Richard Eyre2011-2020DramaHenrik IbsenPerformanceUnited Kingdom

Henrik Ibsen & Richard Eyre – Ghosts: Almeida Theatre (2014)

Ghosts Almeida Theatre (2014)
Ghosts Almeida Theatre (2014)

The Telegraph: “I trudged to this production with all the enthusiasm of a schoolboy making his way to a double maths lesson on a dank Monday morning.

One of the peculiarities of my job is that you are sometimes required to see the same play twice in close proximity, and it was only last week that I endured Stephen Unwin’s punishingly dour production of Ghosts (1881) at the Rose Theatre in Kingston. The idea of a second dose of a work that is grim even by Ibsen’s demanding standards felt almost unendurable.

But Richard Eyre’s superb staging, in his own fleet and vivid adaptation, held me in its grip throughout. Unlike Unwin, he stages the piece without an interval, so that the dramatic tension isn’t dissipated, but the real difference is the in-the-moment intensity of the acting.

It is a production that creates a strong sense of impending doom, and when the worst happens, as we know it must, it does so with a raw, unbuttoned passion that leaves one reeling. The dramatic effect is exactly the opposite of Unwin’s production. There the play’s climax seemed merely depressing. Here one feels unexpectedly elated by the reckless emotional truth of both Ibsen’s play and the superb performances of the actors.

But as well as penetrating to the dark heart of a drama that deals with the syphilis a son has inherited through the debauched sins of his father, Eyre also finds a good deal of dark humour in the piece.
Related Articles

As Pastor Manders, the self-anointed spiritual adviser to Helene Alving and her troubled son Oswald, Will Keen hilariously suggests a man who is convinced of his own rightness while getting things spectacularly wrong. With his grating voice, bald, dome-like head and strange nervous hand gestures, this sanctimonious cleric is irresistibly entertaining even though the consequences of his actions invariably prove malign.

There are also fine comic touches in the performances of Brian McCardie as the disreputable builder, Engstrand, who ruthlessly exploits the Pastor’s almost criminal gullibility and Charlene McKenna as Engstrand’s daughter, a pert maid who hopes to win Oswald’s heart with her facility in French.

The heart of the play though is the relationship between Lesley Manville as Mrs Alving and Jack Lowden as her ailing, anguished son. Manville presents the mother with an extraordinary sense of accumulated tension, capturing a woman who is haunted by bitter memories of the past and fearful of dreadful developments still to come. She also movingly reveals Mrs Alving’s courage in finally acknowledging that her own part in the family tragedy hasn’t been without blame.

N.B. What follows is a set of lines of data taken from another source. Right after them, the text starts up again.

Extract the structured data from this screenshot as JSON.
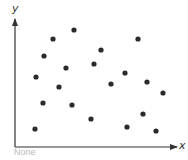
{
  "chart_data": {
    "type": "scatter",
    "title": "",
    "xlabel": "x",
    "ylabel": "y",
    "caption": "None",
    "grid": false,
    "legend": null,
    "ticks": false,
    "xlim": [
      0,
      160
    ],
    "ylim": [
      0,
      127
    ],
    "point_color": "#2a2a2a",
    "axis_color": "#333333",
    "points": [
      {
        "x": 59,
        "y": 117
      },
      {
        "x": 38,
        "y": 108
      },
      {
        "x": 123,
        "y": 108
      },
      {
        "x": 86,
        "y": 97
      },
      {
        "x": 29,
        "y": 91
      },
      {
        "x": 79,
        "y": 83
      },
      {
        "x": 51,
        "y": 79
      },
      {
        "x": 110,
        "y": 74
      },
      {
        "x": 21,
        "y": 70
      },
      {
        "x": 132,
        "y": 65
      },
      {
        "x": 96,
        "y": 63
      },
      {
        "x": 44,
        "y": 60
      },
      {
        "x": 148,
        "y": 54
      },
      {
        "x": 28,
        "y": 44
      },
      {
        "x": 57,
        "y": 42
      },
      {
        "x": 128,
        "y": 33
      },
      {
        "x": 76,
        "y": 28
      },
      {
        "x": 112,
        "y": 20
      },
      {
        "x": 20,
        "y": 18
      },
      {
        "x": 141,
        "y": 16
      }
    ]
  }
}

Meanwhile Jack Lowden, big, shambolic and increasingly distraught as her bohemian artist son, conveys the ugly egotism of the chronically sick, and the sheer terror of his terrible illness. The play’s closing moments are almost too upsetting to watch.

Tim Hatley’s design, with translucent walls that make people in the adjoining room actually look like ghosts, and Peter Mumford’s often dramatic lighting, with the play ending in a blood-red dawn, both add greatly to the intensity of a production that does full justice to this thrilling, harrowing play.”

Ghosts Almeida Theatre (2014)
Ghosts Almeida Theatre (2014)
Ghosts Almeida Theatre (2014)
Ghosts [Almeida Theatre 2014].mkv

General
Container:  	Matroska
Runtime: 	1 h 36 min
Size: 	1.41 GiB
Video
Codec: 	x264
Resolution: 	1024x576 
Aspect ratio:  	16:9
Frame rate: 	25.000 fps
Bit rate: 	1 900 kb/s
BPP: 	0.129
Audio
#1:  	English 2.0ch AC-3 @ 192 kb/s

https://nitro.download/view/F26E3A68092BEFC/Ghosts_Almeida_Theatre_1.mkv

Language(s):English
Subtitles:None

Leave a Reply

Your email address will not be published. Required fields are marked *

This site uses Akismet to reduce spam. Learn how your comment data is processed.